I unweighted my board and landed on my heel edge, and now again onto my toe edge, throwing turns quickly, rapidly, with purpose. I swept between trees, ducking under branches, willingly putting myself in danger on the face below Chair 22 at Mammoth Mountain.
The dumping snow makes visibility imperfect, but after dropping down the face, I am protected from the howling wind at the top of the lift. Charging through tight chutes, floating on top of the fresh, heavy powder, the elements almost disappear. I don’t feel the cold, or the snow in my face, or the constant human elements of the city – the desire to check my email, to see if someone retweeted that joke I wrote, to text that girl I met last weekend (what am I supposed to say, anyway?). Dropping into Avalanche Chutes and making the perfect turn to steer between two cliffs, everything else melts away. I am completely in the moment.
This is one of the greatest joys afforded by action sports, and probably why skiers and snowboarders identify so strongly as skiers and snowboarders. No matter where someone is on the ability curve, she can live in that ultra-present state of mind. A beginning skier just learning to put his turns together, diligent in his quest to reach the bottom of the hill, a young kid with a toy snowboard, or an advanced shredder doing cliff drops at Squaw – all parts of the spectrum fully engaged in the moment, pushing their boundaries, free of the distractions and mental wandering that is so pervasive in the World of world wide web.
I’ve been a snowboarder for most of my life, and the majority of it has been spent shredding with my dad, who is the type of dude who truly enjoys awful conditions because it means the mountain will be less crowded, and I was always along for the ride. Give us 60 mph winds, dumping snow, and vertigo-inducing white outs and we would be charging as hard as we could.
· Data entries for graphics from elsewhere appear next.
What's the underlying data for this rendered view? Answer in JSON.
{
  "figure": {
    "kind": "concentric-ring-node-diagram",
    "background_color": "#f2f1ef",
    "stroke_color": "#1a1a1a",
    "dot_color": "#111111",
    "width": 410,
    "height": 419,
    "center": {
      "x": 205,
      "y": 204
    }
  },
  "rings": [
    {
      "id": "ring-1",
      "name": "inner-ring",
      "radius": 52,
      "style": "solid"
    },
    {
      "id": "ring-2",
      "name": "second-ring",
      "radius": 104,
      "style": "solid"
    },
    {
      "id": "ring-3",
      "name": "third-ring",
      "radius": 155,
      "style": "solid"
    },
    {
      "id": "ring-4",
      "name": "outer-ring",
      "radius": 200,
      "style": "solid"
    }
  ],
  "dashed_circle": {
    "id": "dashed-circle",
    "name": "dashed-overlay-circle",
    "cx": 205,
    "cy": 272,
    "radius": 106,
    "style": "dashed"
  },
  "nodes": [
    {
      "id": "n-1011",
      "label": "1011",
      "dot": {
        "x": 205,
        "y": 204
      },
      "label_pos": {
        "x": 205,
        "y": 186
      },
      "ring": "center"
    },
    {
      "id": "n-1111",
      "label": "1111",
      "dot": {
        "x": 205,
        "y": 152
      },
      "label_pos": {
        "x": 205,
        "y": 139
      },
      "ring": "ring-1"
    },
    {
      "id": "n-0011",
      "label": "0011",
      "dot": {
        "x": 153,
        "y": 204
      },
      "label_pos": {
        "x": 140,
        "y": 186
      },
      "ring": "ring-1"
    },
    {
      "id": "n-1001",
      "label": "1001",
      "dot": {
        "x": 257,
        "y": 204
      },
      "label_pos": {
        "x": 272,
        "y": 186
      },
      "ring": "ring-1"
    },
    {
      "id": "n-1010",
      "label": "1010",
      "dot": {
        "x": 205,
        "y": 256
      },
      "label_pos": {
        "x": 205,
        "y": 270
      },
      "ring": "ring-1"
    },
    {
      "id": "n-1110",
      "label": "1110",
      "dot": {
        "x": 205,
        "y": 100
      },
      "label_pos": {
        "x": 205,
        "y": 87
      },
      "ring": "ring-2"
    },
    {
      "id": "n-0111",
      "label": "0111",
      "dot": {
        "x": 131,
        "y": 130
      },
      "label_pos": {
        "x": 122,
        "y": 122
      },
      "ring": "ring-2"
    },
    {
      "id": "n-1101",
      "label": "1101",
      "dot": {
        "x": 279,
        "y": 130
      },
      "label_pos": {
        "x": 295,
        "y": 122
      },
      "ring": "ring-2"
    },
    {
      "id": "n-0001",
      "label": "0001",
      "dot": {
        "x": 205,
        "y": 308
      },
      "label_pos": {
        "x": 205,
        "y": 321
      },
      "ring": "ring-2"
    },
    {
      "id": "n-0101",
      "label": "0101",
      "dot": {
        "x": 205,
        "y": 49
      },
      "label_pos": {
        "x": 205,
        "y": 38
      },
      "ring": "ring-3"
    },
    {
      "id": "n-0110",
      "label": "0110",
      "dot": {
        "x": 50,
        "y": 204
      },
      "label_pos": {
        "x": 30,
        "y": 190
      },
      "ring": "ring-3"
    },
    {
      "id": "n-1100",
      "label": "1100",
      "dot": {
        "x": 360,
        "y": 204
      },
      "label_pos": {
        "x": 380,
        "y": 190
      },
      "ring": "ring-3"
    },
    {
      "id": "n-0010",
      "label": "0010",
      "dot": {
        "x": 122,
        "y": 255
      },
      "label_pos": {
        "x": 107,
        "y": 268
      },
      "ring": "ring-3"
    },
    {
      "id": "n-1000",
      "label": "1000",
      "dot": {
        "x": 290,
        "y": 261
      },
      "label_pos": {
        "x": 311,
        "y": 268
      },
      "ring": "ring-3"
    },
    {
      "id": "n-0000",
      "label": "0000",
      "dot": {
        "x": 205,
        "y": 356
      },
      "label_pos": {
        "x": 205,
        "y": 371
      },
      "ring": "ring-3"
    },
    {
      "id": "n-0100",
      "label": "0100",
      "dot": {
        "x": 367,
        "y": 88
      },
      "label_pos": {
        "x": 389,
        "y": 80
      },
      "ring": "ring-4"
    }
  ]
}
On a day exactly like my previous sentence, my padre and I had just barreled through Wipeout Chute off of Chair 23 in Mammoth and were halfway down to the gondola when the wild weather forced the resort to shut down almost all of its lifts, including the one we would use to get to the other side of the mountain and finally, back to our condo. This left us with two options: either make a sketchy traverse through thick trees above a large cliff, or take the bus home. I think it’s obvious what we (my dad) chose.
Padre led the way and I was close behind until a branch caught my jacket sleeve and I stopped. Sunk into the snow. I was waist deep in an area I had never been, my dad was out of earshot, there were such things as cell phones but digging furiously to reach the one in my pants pocket took 15 minutes as more snow fell down to replace what I pushed away. It was 19 degrees but I was burning hot. No reception. I couldn’t breathe. My inhaler is in another pants pocket, buried equally deep as my phone. Take off my face mask. Decide I’m might as well prepare myself to die. Decide that’s a bad idea. Grab hold of the branch that stopped me and with adrenaline and desperation flooding my senses pull myself from captivity.
I make it out of the trees and finally down to an actual trail.
“What happened to you?” my dad asks.
I was smiling ear to ear, high on that mysterious energy of exploration and adventure that strips the rest of the world away.
I don’t recommend getting yourself stuck in the trees on stormy days. But that moment where nothing else mattered has stuck with me my entire life. And it’s easy to find on the slopes, even when the weather is nice.